We are overrun by gun crime, says police chiefYes, Britain's draconian gun laws have worked so well in keeping weapons out of the hands of
A chief Constable admitted yesterday that his officers are being forced to ignore thousands of burglaries, thefts and car crimes because they are swamped by increasing drug and gun violence.
The public's perception that the police were not interested in low-level and non-violent crime was underlined when Steve Green, Chief Constable of Nottinghamshire police, said there was not enough money or officers available to investigate all crime.
The emergence of Britain's drug and gun culture had impacted on his force to such an extent that "something had to give".
But this opinion piece said something I think illustrates a significant part of the problem, and I will close this post with it:
"There Was Violence Used"And it's bled down from the intelligentsia. Now juries can decide, 10-2, that someone who has acted defensively in the insanity of defending one's family from an intruder, that "excessive force" was used, and the defender is guilty of manslaughter.
For today’s liberals, crime is like the weather—it has nothing to do with human agency.
In March (2003), thieves broke into the home of Mrs.
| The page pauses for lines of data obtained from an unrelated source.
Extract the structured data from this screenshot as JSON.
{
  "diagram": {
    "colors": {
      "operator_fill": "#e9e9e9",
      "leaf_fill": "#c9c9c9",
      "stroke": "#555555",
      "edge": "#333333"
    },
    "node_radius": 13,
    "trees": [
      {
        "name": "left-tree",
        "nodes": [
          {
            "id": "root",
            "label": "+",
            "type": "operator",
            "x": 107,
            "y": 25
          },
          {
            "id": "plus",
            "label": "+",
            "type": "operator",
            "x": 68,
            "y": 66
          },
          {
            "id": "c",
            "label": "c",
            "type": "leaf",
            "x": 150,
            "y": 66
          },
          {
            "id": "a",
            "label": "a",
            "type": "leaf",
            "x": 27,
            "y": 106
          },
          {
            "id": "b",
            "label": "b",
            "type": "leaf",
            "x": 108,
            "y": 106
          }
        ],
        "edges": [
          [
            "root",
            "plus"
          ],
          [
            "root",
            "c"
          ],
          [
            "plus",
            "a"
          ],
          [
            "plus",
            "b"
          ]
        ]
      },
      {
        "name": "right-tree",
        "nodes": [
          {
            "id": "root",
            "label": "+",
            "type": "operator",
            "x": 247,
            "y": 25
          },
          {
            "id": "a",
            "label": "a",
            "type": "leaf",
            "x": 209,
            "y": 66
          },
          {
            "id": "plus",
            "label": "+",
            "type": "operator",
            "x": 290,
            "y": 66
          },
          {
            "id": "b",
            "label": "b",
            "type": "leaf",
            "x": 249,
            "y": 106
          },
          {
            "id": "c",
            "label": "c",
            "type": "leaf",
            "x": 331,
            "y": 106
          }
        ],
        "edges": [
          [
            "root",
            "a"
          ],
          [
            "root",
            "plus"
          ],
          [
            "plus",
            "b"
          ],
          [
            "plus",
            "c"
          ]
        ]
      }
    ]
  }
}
Adu-Mensah, an 83-year-old Ghanaian woman living in South London. Not content with stealing her property, they bound her hand and foot, suffocating her to death, and then set her body alight. The Independent, one of the newspapers favored by Britain’s liberal intelligentsia, reported without comment that the police were investigating the possibility that the crime was “a break-in that went wrong.” I couldn’t help thinking of the way surgical procedures with fatal outcomes used to be described: the operation was a success, but the patient died. In this case, the burglary was a success, but the householder died.
In the Independent’s report, we see how deeply and unconsciously entrenched a perverted way of thinking has become in the minds of much of the British establishment. Thugs break into an old lady’s home and murder her in the most brutal way imaginable, and the police consider her death as an unintended consequence of a normal and even acceptable event, a kind of meteorological freak accident that occurred without the intervention of human agency. A journalist, almost certainly a university graduate, accepts this without demur, because it happily coincides with his newspaper’s liberal outlook. It was not the burglars that killed Mrs. Adu-Mensah, but the burglary. A cold front brings us bad weather; a burglary brings us a charred corpse.
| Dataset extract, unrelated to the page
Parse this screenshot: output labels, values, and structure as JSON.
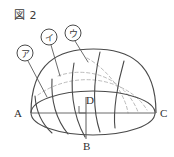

If caught, the perpetrators of this horrible crime will no doubt also claim that the crime went wrong, that unexpected circumstances somehow perverted their good intentions: their burglary having a kind of Platonic existence independent of their decision to commit it. In like fashion, violent men and women are likely to say that their relationships went wrong, as if relationships existed independently of how people behave toward one another. Last week, I asked a man who was complaining that his wife had deserted him whether he had ever been violent toward her.
“Yes,” he said. “There was violence used” - used, no doubt, in the course of an argument that went wrong.
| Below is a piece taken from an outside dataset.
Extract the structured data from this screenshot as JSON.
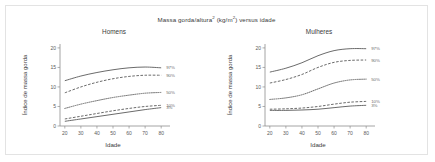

Of course, man has always sought to distance himself from responsibility for his own wrongdoing by ascribing it to forces beyond his control. Is there, in fact, a man alive who has never done so? Four centuries ago, Shakespeare remarked upon the “admirable evasion of whoremaster man, to lay his goatish disposition on the charge of a star.”
What is relatively new, however, is the willingness, even eagerness, with which intellectuals endorse, promote, and validate the admirable evasion. Murders are now committed by burglaries, not by murderous burglars. Not all men are whoremasters, of course: but all too many of our intelligentsia are.
Hindsight being 20/20, of course.
The (considerably less than) Million Moms chanted at their first (and only) big rally: "England can do it! Australia can do it! We can too!"
Not if I have any say in the matter.